Getting a 3D printer for my 17th birthday wasn’t just a gift — it felt like unlocking a new skill tree. I went with the Bambu Lab A1 Mini (not sponsored), mostly because it’s compact, fast, and beginner-friendly without looking like a toy. The moment I unboxed it, I realised how much potential this thing has for the next years of my “Builder” roadmap. 
Right now I’m still in the simplest mode possible: printing objects directly from a smartphone app. It works, but it’s basically “download → print → hope it doesn’t fail.” Zero editing, zero designing, zero learning beyond the basics. It’s fun, but it’s also limiting — and I don’t want to stay stuck in “consumer mode” for long. The whole idea behind my mission is to graduate from using tools to building with them. 

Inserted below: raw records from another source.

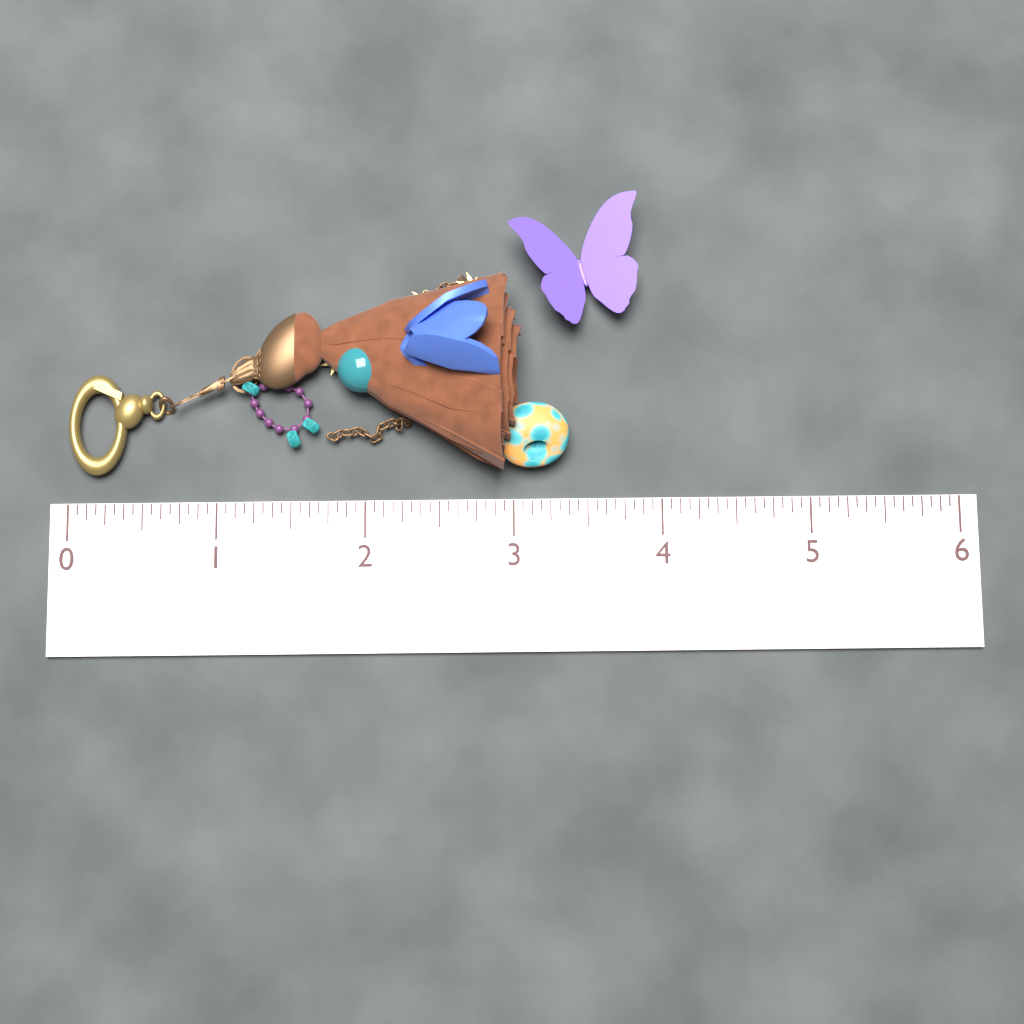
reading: 3.0625 (no unit)
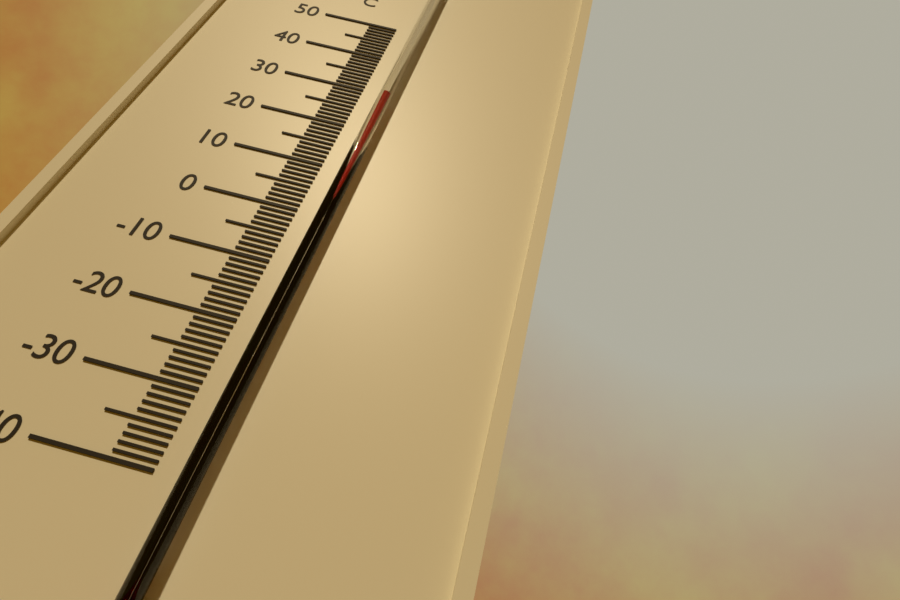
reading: 28 °C
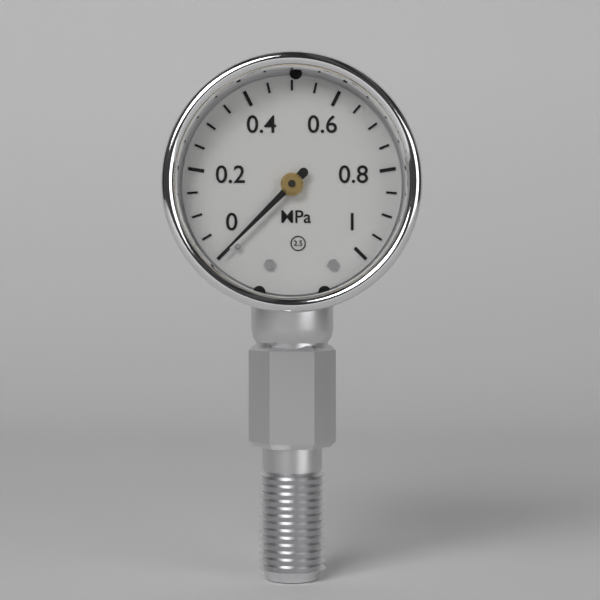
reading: 0.00 MPa
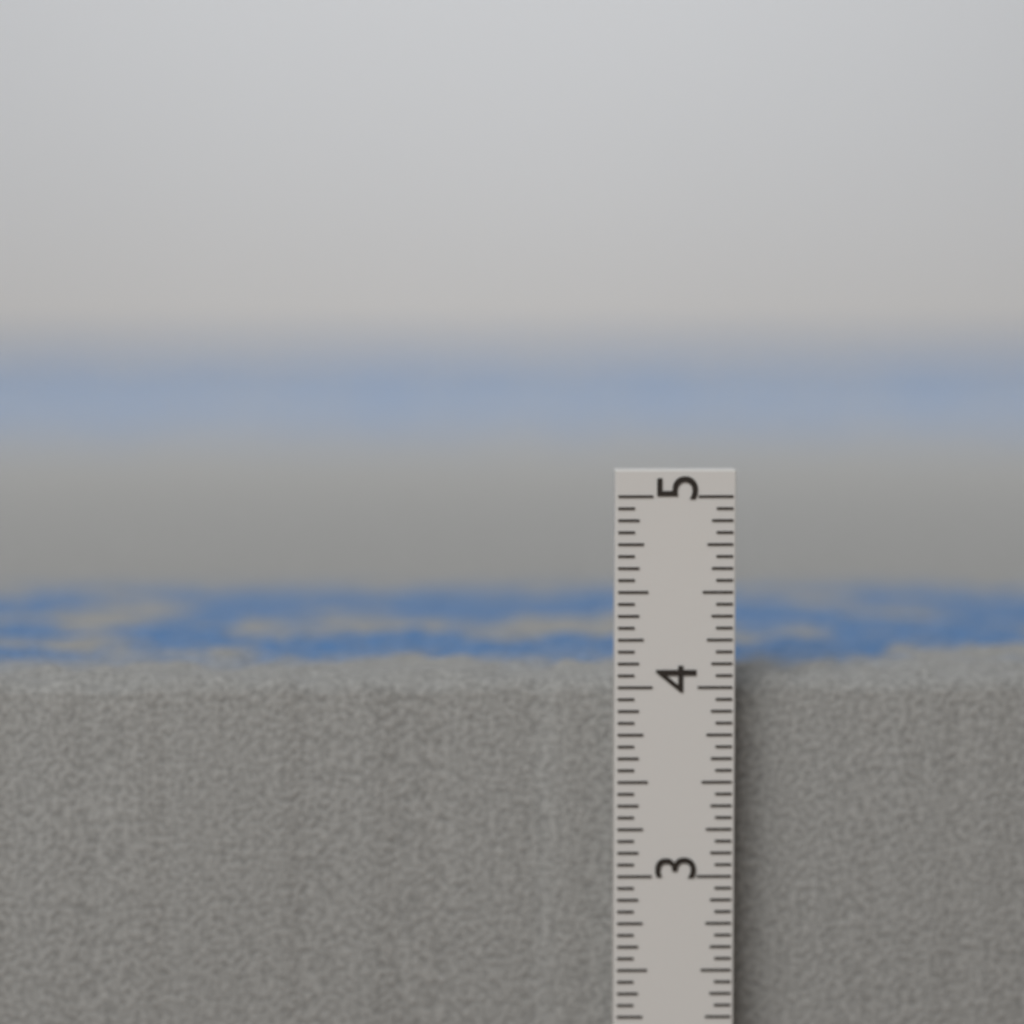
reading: 4.0625 in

The next step is clear: I need to choose my first real 3D design workflow. Blender, Fusion 360, Shapr3D, Onshape — I haven’t decided yet.
Once I decide, the plan is to start designing my own parts. Storage solutions, adapters, small functional items — the same way Phase 1 pushed me to build my first digital systems, this printer will push me to build my first physical ones. 
This is a good reminder of what I wrote in my Mission Sheet: “Creation over consumption. Proof over opinion. Iteration over perfection.”  3D printing is exactly that. You design something, it either works or breaks, and you learn by trying again.
The excitement is real — not because the machine is cool (well, it is kind of cool to see something just commig out of the ground in a perfect form), but because of what it enables. A new tool, a new skill set, and a new area where I can build systems from scratch. Exactly how I want to spend my 17th year.